In 2014, I moved from London to Shanghai. Being on a low budget, I decided to stay in a youth hostel. At first, as is the case with any new place one moves to, everything was exciting. But it later became an uneventful bore, a sort of inescapable limbo. I never intended to stay there as long as I did but I ended up living there for a whole year, outstaying almost everyone who had lived there. In many ways, a hostel functions quite like a secret society: guests flock together, revel in their newfound camaraderie, and chant their own lingo before disbanding into thin air, never to meet again. And indeed, while some guests have remained close friends of mine, most have drifted onto other things and moved on with their lives. I don’t expect I’ll ever see most of them again. But for every farewell, there is something to reflect upon. And for whatever it was worth, I felt a strong desire to document the phenomenon of what it means to be a traveller, an expat or a foreigner living outside one’s native country, and how the hostel itself—essentially a world society under one roof—guides one on the road to greater awareness and self-discovery. So I decided to make a film about it.

The Hostel is a documentary exploring the space of a Chinese youth hostel, described by one guest as "a well of lost souls" in which inhabitants are on the well-trodden path of searching for existential meaning in their lives. Here, guests from all over the world brush shoulder-to-shoulder, irrespective of culture, class or race. Brief friendships, lost loves, and chance encounters imbue the hostel space with its own transient, collective identity; a revolving door of intersecting lives, interwoven stories and an abundance of anecdotes to be remembered and forgotten. This film is an attempt at preserving some of the events that took place within its four walls.

Directed, Filmed & Edited by Ryan Harding.


BEHIND THE SCENES

OUTTAKES

CONCEPT POSTER DESIGNS

Rough sketchy style inspired by handwritten messages and drawings left by guests in the hostel’s guest books. Designs by Joy Chan.

POST-PRODUCTION

Typing Interview Transcripts and Logging Video File Names
Typing up 39 pages of interview transcripts and highlighting the most important parts of dialogue + logging, naming and sequencing 115 pages of video filenames into relevant categories.

Cutting and Sequencing Interview Transcripts
Cutting up and sequencing printed transcripts helped me structure the film into a coherent narrative.

Premiere Pro Editing Timeline
Logging and editing over 12,000 HD clips (2TB of footage) down to feature film length on a MacBook Pro. The entire editing process took almost 3 years to finish.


- _Prompt_
Only lines that contain the word "greater" belong in the answer; copy them from the records below.

- _Given information_
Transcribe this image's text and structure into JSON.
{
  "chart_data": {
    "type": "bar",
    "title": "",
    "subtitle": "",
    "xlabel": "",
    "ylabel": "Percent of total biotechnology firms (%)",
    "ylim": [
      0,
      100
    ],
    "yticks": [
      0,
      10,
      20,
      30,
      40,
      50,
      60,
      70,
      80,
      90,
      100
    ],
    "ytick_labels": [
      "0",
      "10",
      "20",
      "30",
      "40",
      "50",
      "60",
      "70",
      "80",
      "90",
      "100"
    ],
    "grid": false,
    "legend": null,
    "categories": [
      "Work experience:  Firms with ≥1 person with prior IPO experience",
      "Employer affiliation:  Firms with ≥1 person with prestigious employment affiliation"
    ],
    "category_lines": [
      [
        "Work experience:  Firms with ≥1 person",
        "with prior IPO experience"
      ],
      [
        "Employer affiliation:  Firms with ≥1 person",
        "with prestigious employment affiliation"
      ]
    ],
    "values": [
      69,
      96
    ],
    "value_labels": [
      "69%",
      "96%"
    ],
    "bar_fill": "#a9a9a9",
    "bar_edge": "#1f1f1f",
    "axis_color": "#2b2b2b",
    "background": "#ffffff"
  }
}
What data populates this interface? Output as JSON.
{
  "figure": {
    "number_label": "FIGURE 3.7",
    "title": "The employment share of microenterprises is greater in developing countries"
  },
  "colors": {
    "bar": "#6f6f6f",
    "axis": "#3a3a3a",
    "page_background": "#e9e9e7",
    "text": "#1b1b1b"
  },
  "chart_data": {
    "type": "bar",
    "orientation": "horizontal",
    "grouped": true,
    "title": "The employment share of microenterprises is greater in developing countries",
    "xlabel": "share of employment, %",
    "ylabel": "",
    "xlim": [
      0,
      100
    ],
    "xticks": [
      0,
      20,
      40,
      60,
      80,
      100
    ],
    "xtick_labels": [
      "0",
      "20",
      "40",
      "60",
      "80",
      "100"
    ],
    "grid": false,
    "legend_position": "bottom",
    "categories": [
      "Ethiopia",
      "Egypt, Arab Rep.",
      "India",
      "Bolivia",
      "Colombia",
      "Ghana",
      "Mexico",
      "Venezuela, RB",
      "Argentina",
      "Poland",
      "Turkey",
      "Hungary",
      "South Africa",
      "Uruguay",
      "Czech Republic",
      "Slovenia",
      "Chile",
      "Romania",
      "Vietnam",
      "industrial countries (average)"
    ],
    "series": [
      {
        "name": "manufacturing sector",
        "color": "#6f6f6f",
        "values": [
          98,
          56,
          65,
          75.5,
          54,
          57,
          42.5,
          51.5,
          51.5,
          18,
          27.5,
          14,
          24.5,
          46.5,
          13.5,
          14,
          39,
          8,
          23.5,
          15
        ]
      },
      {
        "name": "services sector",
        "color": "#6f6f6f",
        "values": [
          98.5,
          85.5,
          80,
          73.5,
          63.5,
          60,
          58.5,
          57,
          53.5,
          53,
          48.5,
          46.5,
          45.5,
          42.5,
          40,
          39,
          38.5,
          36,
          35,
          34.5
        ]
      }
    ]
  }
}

...

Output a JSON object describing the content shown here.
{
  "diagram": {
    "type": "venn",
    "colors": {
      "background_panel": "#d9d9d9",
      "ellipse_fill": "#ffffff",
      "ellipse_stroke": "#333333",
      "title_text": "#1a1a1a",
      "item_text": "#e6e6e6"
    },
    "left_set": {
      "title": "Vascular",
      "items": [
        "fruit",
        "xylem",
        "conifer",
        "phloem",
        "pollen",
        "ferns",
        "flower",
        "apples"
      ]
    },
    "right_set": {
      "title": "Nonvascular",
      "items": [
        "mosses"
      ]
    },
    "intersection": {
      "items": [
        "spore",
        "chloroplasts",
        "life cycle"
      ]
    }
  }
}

--

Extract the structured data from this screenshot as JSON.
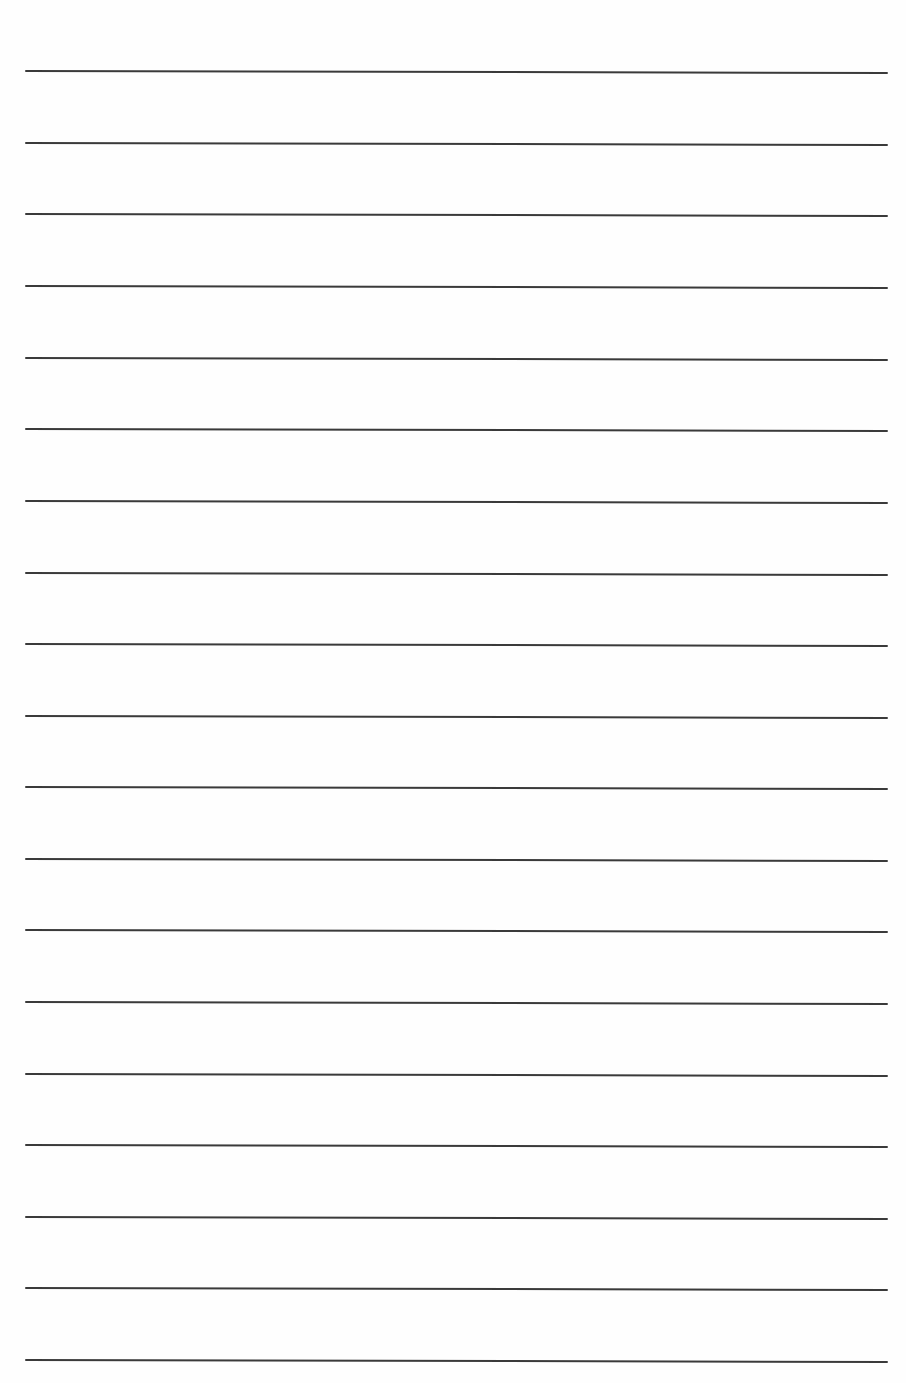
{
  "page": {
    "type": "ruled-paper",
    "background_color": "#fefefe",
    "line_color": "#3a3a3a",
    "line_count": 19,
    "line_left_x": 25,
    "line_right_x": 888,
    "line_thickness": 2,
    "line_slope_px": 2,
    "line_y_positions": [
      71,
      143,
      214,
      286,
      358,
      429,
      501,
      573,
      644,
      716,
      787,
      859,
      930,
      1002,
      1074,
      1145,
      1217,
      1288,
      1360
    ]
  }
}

- _Response to this task_
    "title": "The employment share of microenterprises is greater in developing countries"
    "title": "The employment share of microenterprises is greater in developing countries",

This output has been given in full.